Over the past six years, I have spoken with police officers across the country who have been mistreated by their agencies. Careers have been derailed either by lack of advancement or forced resignation because officers have not gone along with a false agency narrative concerning an incident, have pointed out corruption, acted as whistleblowers, or spoken up about sexual harassment, gender discrimination and racial discrimination.

The stories are not isolated. There are too many of them to not signify a cultural problem with the way some police administrations, large and small, approach these issues. Sworn police officers and other department employees require the same level of fairness and impartial treatment when subject to investigation as their agency’s professed goals of fair and impartial policing toward the public reflects. Smart, professional and competent police supervisors and administrators know this, and their organizations uphold these standards of consistency. The ones that do not follow these standards find themselves at the wrong end of jury verdicts.

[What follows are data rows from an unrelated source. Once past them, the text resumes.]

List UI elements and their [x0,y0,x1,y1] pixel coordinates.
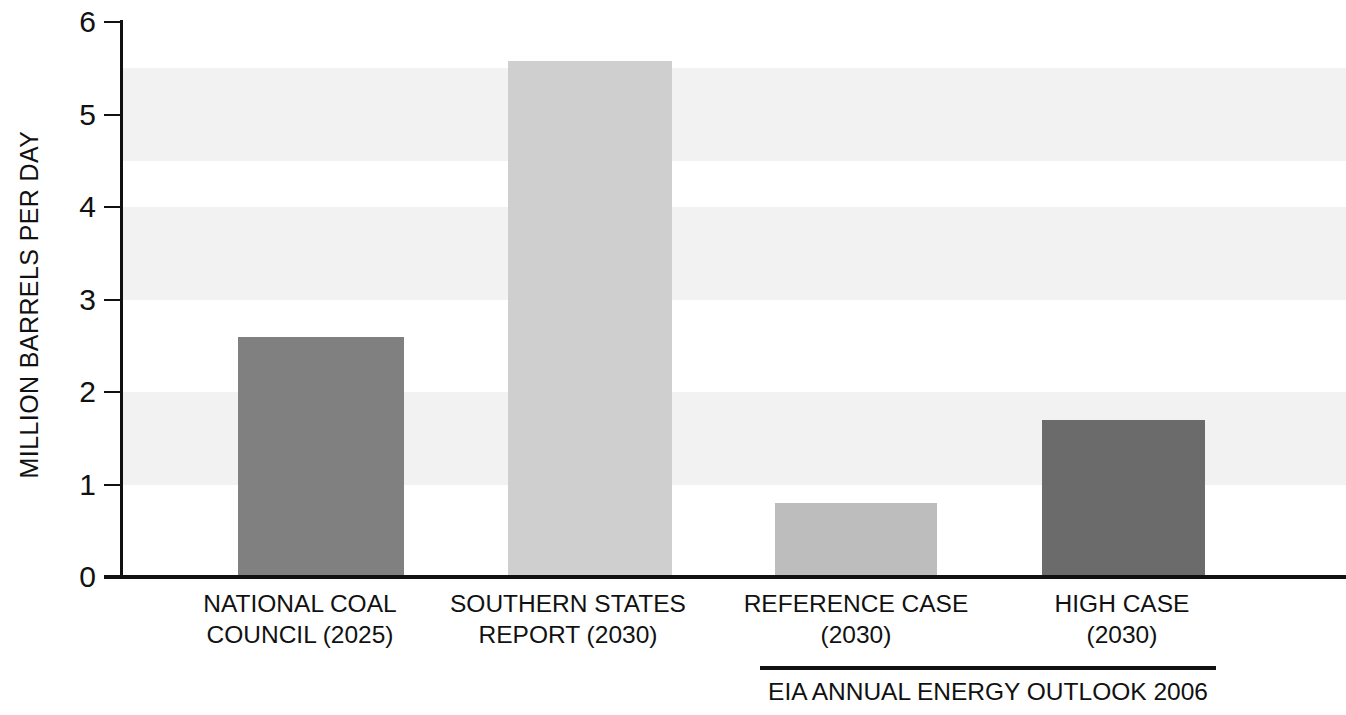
y-tick-label-6: 6 [56,7,96,37]
background-band-3-4 [122,207,1346,300]
category-label-line2: REPORT (2030) [413,619,723,650]
y-axis-line [120,20,123,579]
y-tick-label-2: 2 [56,377,96,407]
y-tick-mark-2 [104,391,120,393]
y-tick-mark-6 [104,21,120,23]
group-bracket-rule [760,666,1216,670]
y-tick-mark-4 [104,206,120,208]
y-tick-mark-5 [104,114,120,116]
category-label-line2: COUNCIL (2025) [145,619,455,650]
category-label-line1: HIGH CASE [967,588,1277,619]
category-label-line1: REFERENCE CASE [701,588,1011,619]
bar-chart-figure: 6 5 4 3 2 1 0 MILLION BARRELS PER DAY NA… [0,0,1346,715]
y-tick-mark-3 [104,299,120,301]
y-tick-mark-1 [104,484,120,486]
y-tick-label-3: 3 [56,285,96,315]
category-label-high-case: HIGH CASE (2030) [967,588,1277,650]
category-label-southern-states-report: SOUTHERN STATES REPORT (2030) [413,588,723,650]
bar-high-case [1042,420,1205,577]
background-band-5-6 [122,68,1346,161]
y-tick-label-1: 1 [56,470,96,500]
category-label-line1: NATIONAL COAL [145,588,455,619]
category-label-line2: (2030) [701,619,1011,650]
y-tick-mark-0 [104,576,120,578]
plot-area [122,22,1346,577]
x-axis-line [104,575,1346,579]
group-label-eia-annual-energy-outlook: EIA ANNUAL ENERGY OUTLOOK 2006 [722,676,1254,707]
y-tick-label-0: 0 [56,562,96,592]
bar-reference-case [775,503,937,577]
y-tick-label-5: 5 [56,100,96,130]
y-axis-title: MILLION BARRELS PER DAY [15,45,44,565]
bar-national-coal-council [238,337,404,578]
category-label-national-coal-council: NATIONAL COAL COUNCIL (2025) [145,588,455,650]
category-label-line1: SOUTHERN STATES [413,588,723,619]
y-tick-label-4: 4 [56,192,96,222]
category-label-reference-case: REFERENCE CASE (2030) [701,588,1011,650]
bar-southern-states-report [508,61,672,577]
category-label-line2: (2030) [967,619,1277,650]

The foregoing should be read for what it means to be fair and impartial when investigating and adjudicating internal cases involving police officers and not, as some may inaccurately read, as an excuse for police misconduct. In a 2017 article, “The Washington Post” investigated police terminations in large U.S. departments since 2006. Of the 1,881 officers fired, 450 were reinstated after an appeal mandated by the union contract. Nearly 25% of those fired won back their jobs after either an arbitrator’s or administrative law judge’s review. Most cited reasons were either a procedural error, too harsh a punishment for the disciplinary offense, failure to interview witnesses, lack of evidence, or some other agency failure in properly investigating and adjudicating the matter.

As noted in the article, this sometimes led to the forced reinstatement of guilty officers. However, just as the police are expected to properly investigate a case when accusing an individual of a crime − otherwise the law provides the accused a remedy under the law − so too do the rules apply when seeking to deny an officer a property right to continued employment.

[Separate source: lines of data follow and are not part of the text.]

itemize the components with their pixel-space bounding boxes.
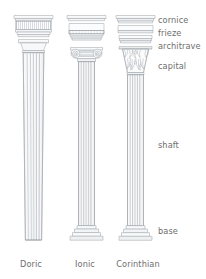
corinthian-shaft bbox=[128, 75, 144, 226]
doric-architrave bbox=[16, 30, 52, 37]
ionic-capital bbox=[71, 48, 103, 62]
ionic-base bbox=[70, 226, 103, 241]
corinthian-base bbox=[119, 226, 152, 241]
doric-frieze bbox=[16, 21, 51, 29]
label-shaft: shaft bbox=[158, 140, 179, 150]
ionic-architrave bbox=[69, 31, 104, 41]
doric-column bbox=[14, 16, 53, 241]
corinthian-architrave bbox=[119, 36, 152, 43]
label-cornice: cornice bbox=[158, 15, 188, 25]
ionic-volute-left bbox=[71, 49, 80, 58]
label-frieze: frieze bbox=[158, 28, 182, 38]
label-order-doric: Doric bbox=[8, 259, 54, 269]
label-order-corinthian: Corinthian bbox=[110, 259, 166, 269]
doric-capital bbox=[19, 40, 49, 53]
ionic-cornice bbox=[67, 16, 106, 21]
corinthian-frieze bbox=[118, 26, 153, 33]
label-capital: capital bbox=[158, 61, 186, 71]
ionic-shaft bbox=[79, 62, 95, 226]
corinthian-capital bbox=[119, 47, 152, 75]
corinthian-column bbox=[116, 16, 155, 241]
doric-shaft bbox=[23, 53, 44, 240]
label-base: base bbox=[158, 226, 178, 236]
label-order-ionic: Ionic bbox=[62, 259, 108, 269]
doric-cornice bbox=[14, 16, 53, 22]
ionic-column bbox=[67, 16, 106, 241]
label-architrave: architrave bbox=[158, 41, 201, 51]
ionic-frieze bbox=[69, 24, 104, 31]
ionic-volute-right bbox=[93, 49, 102, 58]
corinthian-cornice bbox=[116, 16, 155, 23]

More recently, in a 2020 website article on police accountability, the Innocence Project noted that “complex laws, policies, and contracts…have consistently shielded law enforcement and allowed them to act with effective immunity. These protections stand in stark and perverse contrast to the policies that ensnare innocent citizens at the earliest stages of a wrongful conviction.” What the article fails to acknowledge is the way in which the same laws and policies have prevented wrongly terminated police officers from being able to effectively vindicate themselves. Many of these officers have been the good ones who have pointed out wrongdoing but were sacrificed at the altar of department politics.

Not all officers are as lucky as those who have received substantial seven-figure verdicts after years of litigation. In cases involving a police officer, it is wise for police administrators to realize the protections of the constitution apply to them and that property rights embedded in an officer’s interest in continued employment cannot be deprived without due process of law. This includes representation by counsel. Some of those who espouse fair and impartial policing toward the public seem to ignore this fundamental right when overseeing matters impacting police officer rights. It may be time to reckon with the face in the mirror.

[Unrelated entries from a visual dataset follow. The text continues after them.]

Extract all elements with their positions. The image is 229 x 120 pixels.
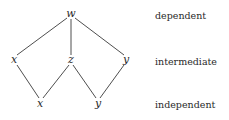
edge-x-x (17, 65, 39, 98)
node-x-independent: x (37, 97, 44, 110)
edge-z-x (43, 65, 69, 98)
level-label-intermediate: intermediate (155, 57, 217, 67)
edge-w-x (17, 18, 67, 55)
node-y-independent: y (94, 97, 102, 110)
node-w: w (66, 7, 76, 20)
node-x-intermediate: x (11, 53, 18, 66)
node-y-intermediate: y (122, 53, 130, 66)
edge-w-y (75, 18, 124, 55)
level-label-dependent: dependent (155, 11, 206, 21)
edge-y-y (100, 65, 124, 98)
edge-z-y (73, 65, 96, 98)
level-label-independent: independent (155, 100, 215, 110)
node-z: z (67, 53, 74, 66)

NEXT: Officer scores a victory for Brady list due process – other states and prosecutors should follow suit

Terrence P. Dwyer retired from the New York State Police after a 22-year career as a Trooper and Investigator. He is a tenured professor of legal studies at Western Connecticut State University and an attorney consulting on law enforcement liability, disciplinary cases, critical incidents, and employment matters. He is the author of “Homeland Security Law: Issues and Analysis,” Cognella Publishing (2024).